Did I mention that I have forgone camps this summer? The notion started one crabby morning at the end of the school year, when lying in bed, I thought, “Wouldn’t it be great to go nowhere today? Wouldn’t it be nice to do nothing?”
(Note to future self: not ALL thoughts are meant to be acted upon.)
But the notion hung on (and the bank account confirmed) and so the mantra “no camps will be good for us all” remained the mantra. My kids want to be with me most of the time, after all, so until they don’t, let’s go for it. Let’s spend some time without distraction. I’ll practice what I have preached too often: kids need to learn how to play – with nothing, with grass, or dirt, or a pad of paper and some tape.
It is grand ideas like these that make one realize how much bigger the word “practice” is than “preach”.
So... I find sneaky ways amidst the not so gentle admonitions of “I am not here to entertain you, remember?” to get my proverbial ya-yas out. My glue gun works wonders with fabric (I can’t sew), so after trips (with all three kids – fun!!) to FancyPants textile store ($109 a yard?? who buys that?) and Wal-Mart (with a trip to the pool along the way), I get my voila! I also get some burned fingered tips, but the two-day transformation is complete -- apparently only for me, as no one said a word about the living room re-do. But that’s beside the point.
The brussel sprouts, given to me by Annie in tiny 2-inch pots, are gigantic now — a not-so-subtle reminder that summer is underway and maybe even passing faster than we think, but mostly an awesome architectural feature in the garden. Which needs weeding and pruning. Maybe tomorrow.
Right now I need to disinfect the musty towels, gather up all the toys and garbage and what-not that is splattered across my driveway, remind my son not to pee in the trash can (wicker one, no less), empty the dishwasher, fill it up again and see if I can find two kids’ shoes that match.

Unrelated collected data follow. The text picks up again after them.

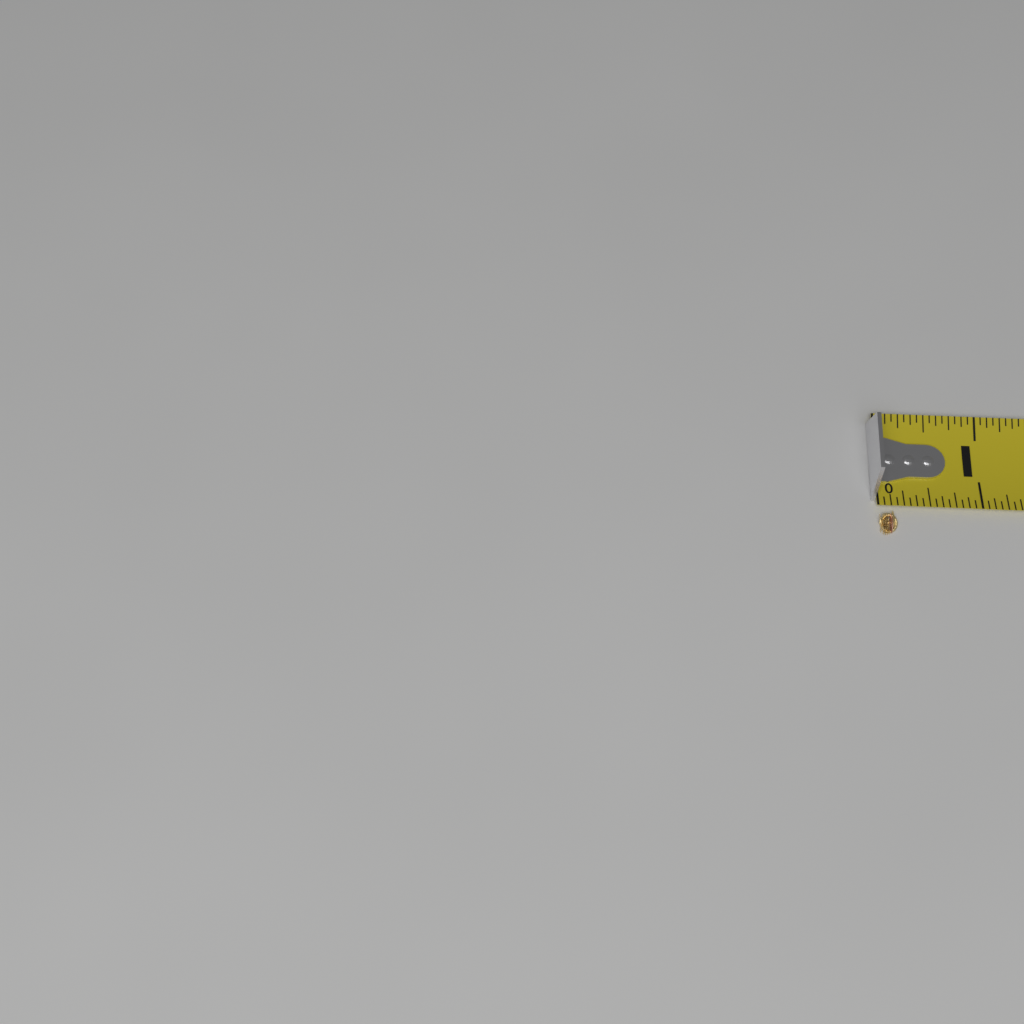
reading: 0.1875 in
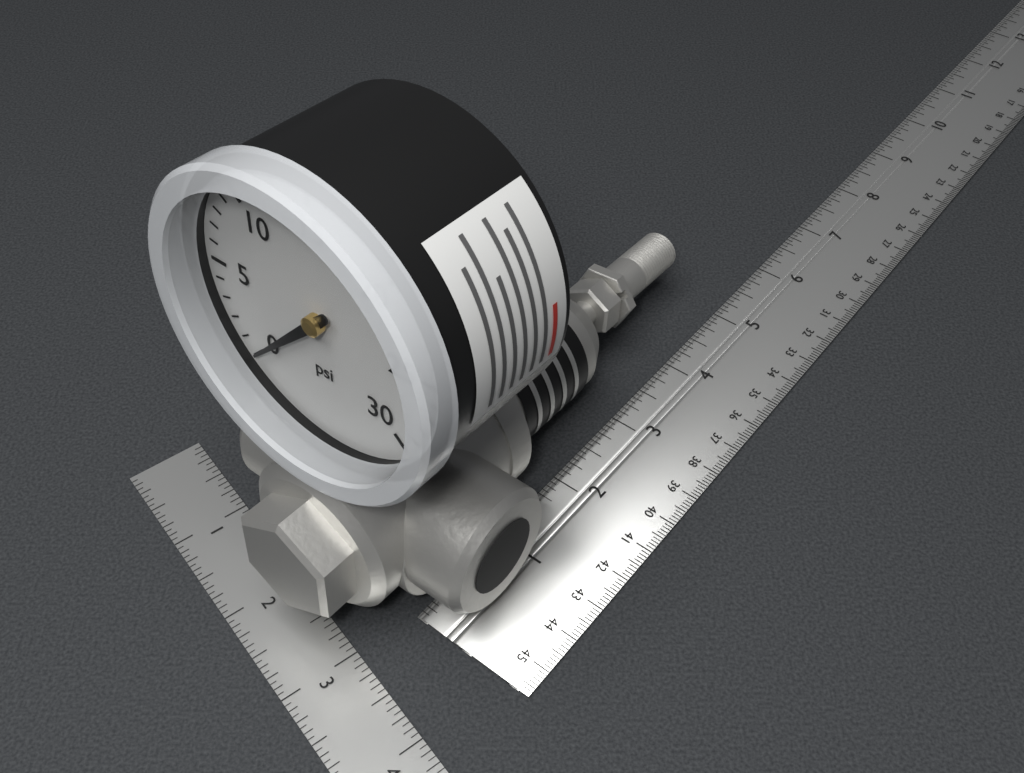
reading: 0 psi
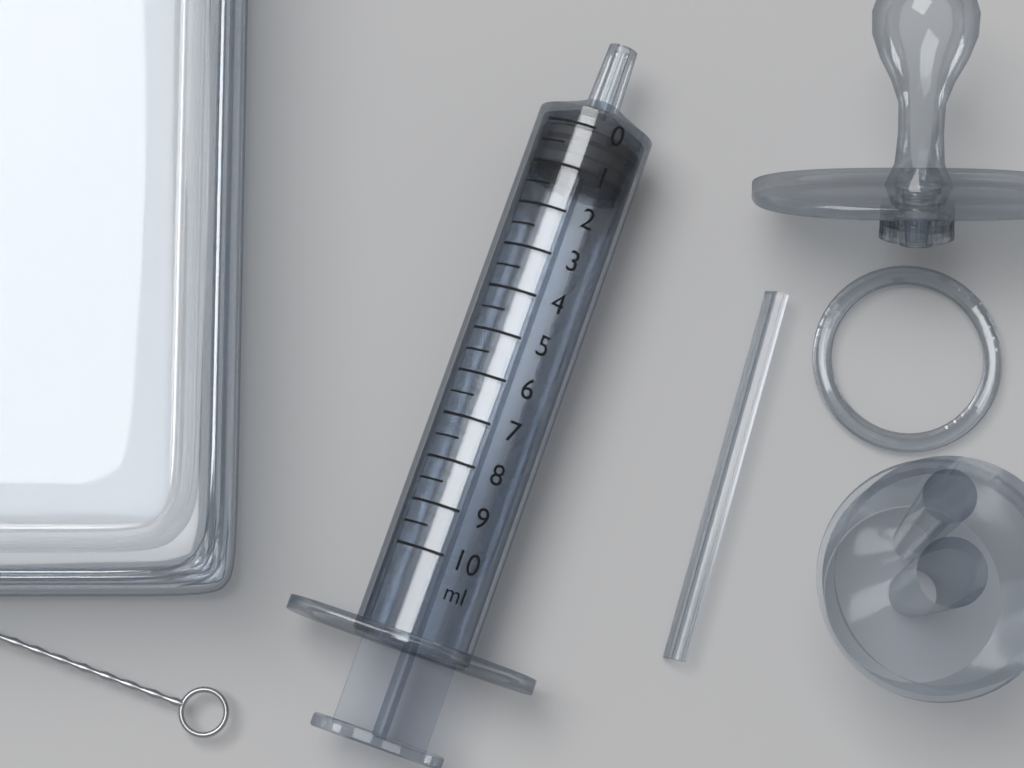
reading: 0.0 ml
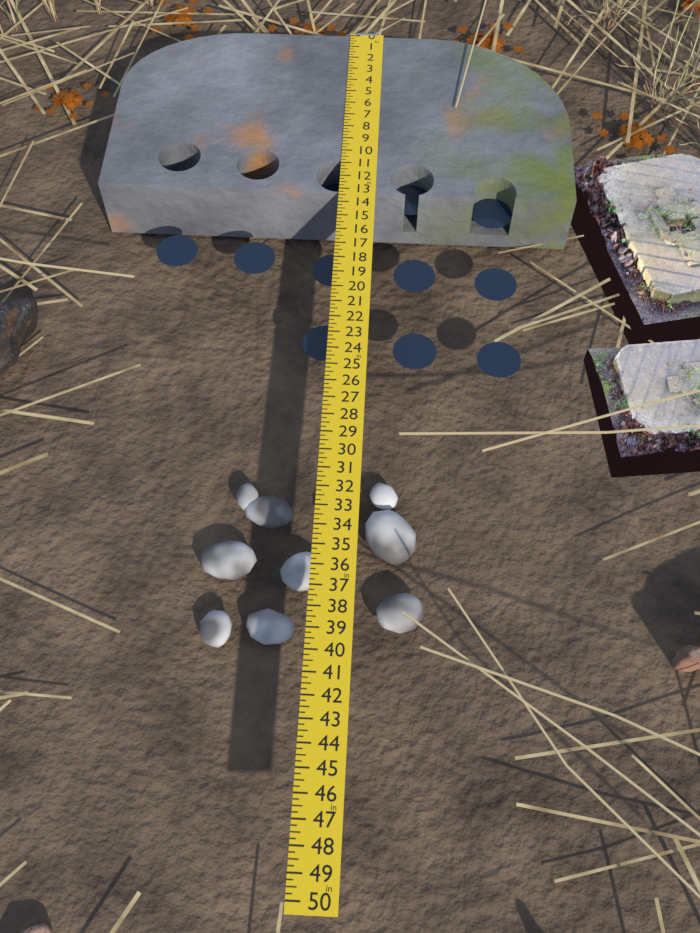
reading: 13.25 in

And figure out what to do tomorrow.
Tuesday, July 3, 2007
Goodbye to Anger
I wrote this, and I need to be done with it.
Anger:
Rage is such a silent thing
most of the time.
But inside the blood and guts,
the tissue and bone,
of every good decent human being
rage looms.
It’s a threat of a threat,
and a chance that the chance might come
to take over: become
an attack
a scream
a thrust of some violent words or
fists or who knows what.
The urge bows down at the feet of our humanity.
It only needs one lazy toe
to let go.
You fuckinloudmouthedbitch
justshutup.
For instance.
>>>>>>>>
I wrote that desperately.
I am less desperate now, for reasons that partly include this place: it has never been a bad idea to write "it" down.
So the anger is becoming an old friend and like all old friends, it feels funny to let go, but I do.
(Not funny ha-ha, like the Gigantic Three year old who, newly-potty trained opened up the front door of our house, dropped trou and pissed all over the steps for every neighbor to see. Not funny in that way.)
By funny, I mean the funny that happens when you sit up and see how fruitless all your anger has been. That kind of funny, as in -- wait, that was wierd: I wasted so much time.
So guhbye to that. Buh - bye. See ya. So long. Bye.